When we hit bottom, finally admit we are powerless over alcohol and that our lives have become unmanageable, we hope for freedom from the mental obsession and physical compulsion to use or drink. We are small minded in that moment, for there is no way to understand the possibility of actually finding our soul again. We have no concept of our true potential and what is possible for us. We do not understand grace or how grace could enter our own lives. We must learn...sometimes quickly, sometimes slowly.

Today I follow a spiritual path rooted in 12 step recovery work and tempered by the wisdom of my dreams. I understand and embrace gratitude for my alcoholism. Today I work with others and their dreams. With my clients who are in recovery, I share that special bond of the band of fellows that we are in our shared language and understanding of 12 step work as the foundation of all that we do.

The basic tenets of the 12 steps are steeped in a gnostic approach to spirituality, namely that we choose a God of our understanding and enter into a personal relationship with that God to maintain a daily reprieve from our alcohol-ISM.  The truth is that all "AA's ", code word Spiritual Warrior!, become Bodhisattvas if they so choose.

A Bodhisattva is essentially one who journeys into herself to find the cause and acceptance of her suffering. Through this process, she learns humility, she learns compassion for herself, she makes her amends. She comes to terms with her past, neither regretting it nor wishing to close the door on it. Her difficulties are alchemized into love through the grace of God and a whole new set of values displaces her previous beliefs. In the huge upwelling of gratitude that comes from this experience, she wishes that all could be enlightened to this compassion and love, that all could find healing. She then actively chooses to return to the world and to carry this message of hope to others. This concept is the foundation of Step 12, "Having had a spiritual awakening as the result of these steps (the journey inward), we sought to carry this message to alcoholics, and to practice these principles in all our affairs."

In these postings, I will share my experience of recovery and how the dreams have supported, challenged and opened me in unexpected ways. I will share guidance and tips as to how you can begin to bring the power of your dreams to support your recovery work. And I will offer insights and stories from my own dreams and recovery work.

How is it then that our dreaming life can help us?

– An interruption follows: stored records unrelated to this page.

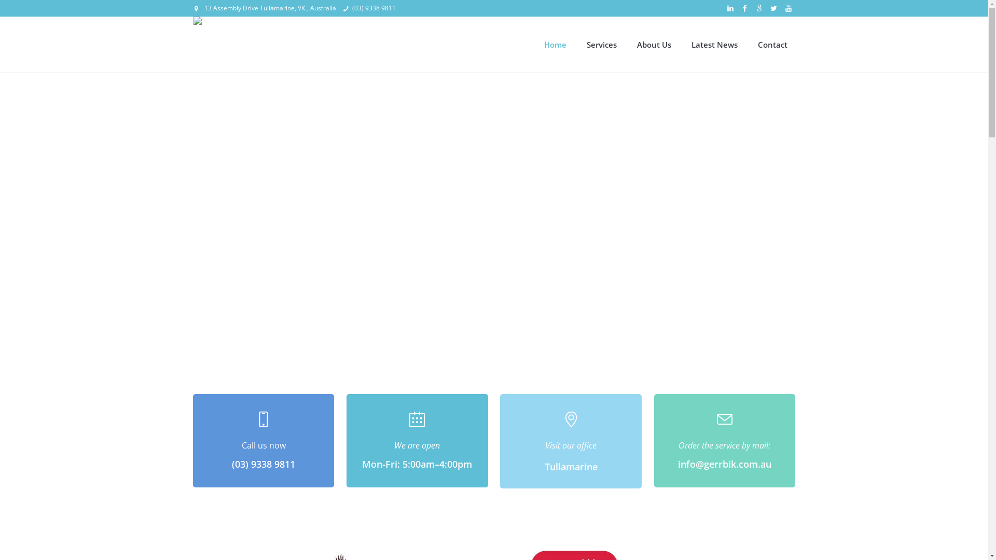 The image size is (996, 560). I want to click on Services, so click(602, 45).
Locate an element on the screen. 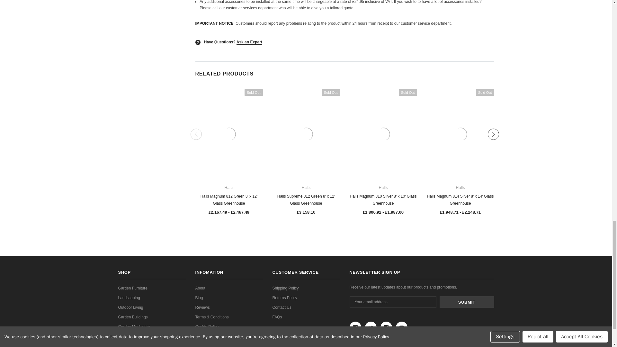  Halls Magnum 812 Green 8' x 12' Glass Greenhouse is located at coordinates (229, 134).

The dreams are like a lantern shining God's light into our darkest corners. They also illuminate our Divine potential as human beings with a purpose here on this earth now, today. Dreams will bring us repeatedly to the felt experience of acceptance of our powerlessness, showing us the subtler nuances of how our lives are unmanageable. Our Higher Power will come over and over in the guise of various Archetypes to provoke us, to teach us, and to guide us towards wholeness. We look to our dreams to more fully reveal our habitual patterns, the character defects which block us from our Higher Power, so that we may learn and understand that they are not our only choice. The dreams will support our 11th step work by providing us with the felt experience of our deep connection to Higher Power. They open us to our own Gnosis, the Promises, and a wisdom that is unique to each of us for carrying the message of our recovery and the hope for others.

Please subscribe to my blog, bookmark this page, or send me your email address to receive a link to these postings. I will be posting about every other week.

Practicum: Start writing down your dreams. Along with the dream narrative, make a note of what step you are currently working on and/or what character defect seems to be most troublesome in your life. If you have trouble remembering your dreams, check out my Tips for Dream Recall.

Check out my website if you would like to explore your dreams with me: www.archetypaldreamworks.com. Feel free to share comments or questions here. I will answer all who take the time to write.

To find all posts from The Recovery Chronicles simply enter "recovery chronicles" into the search bar on the right hand column of this blog.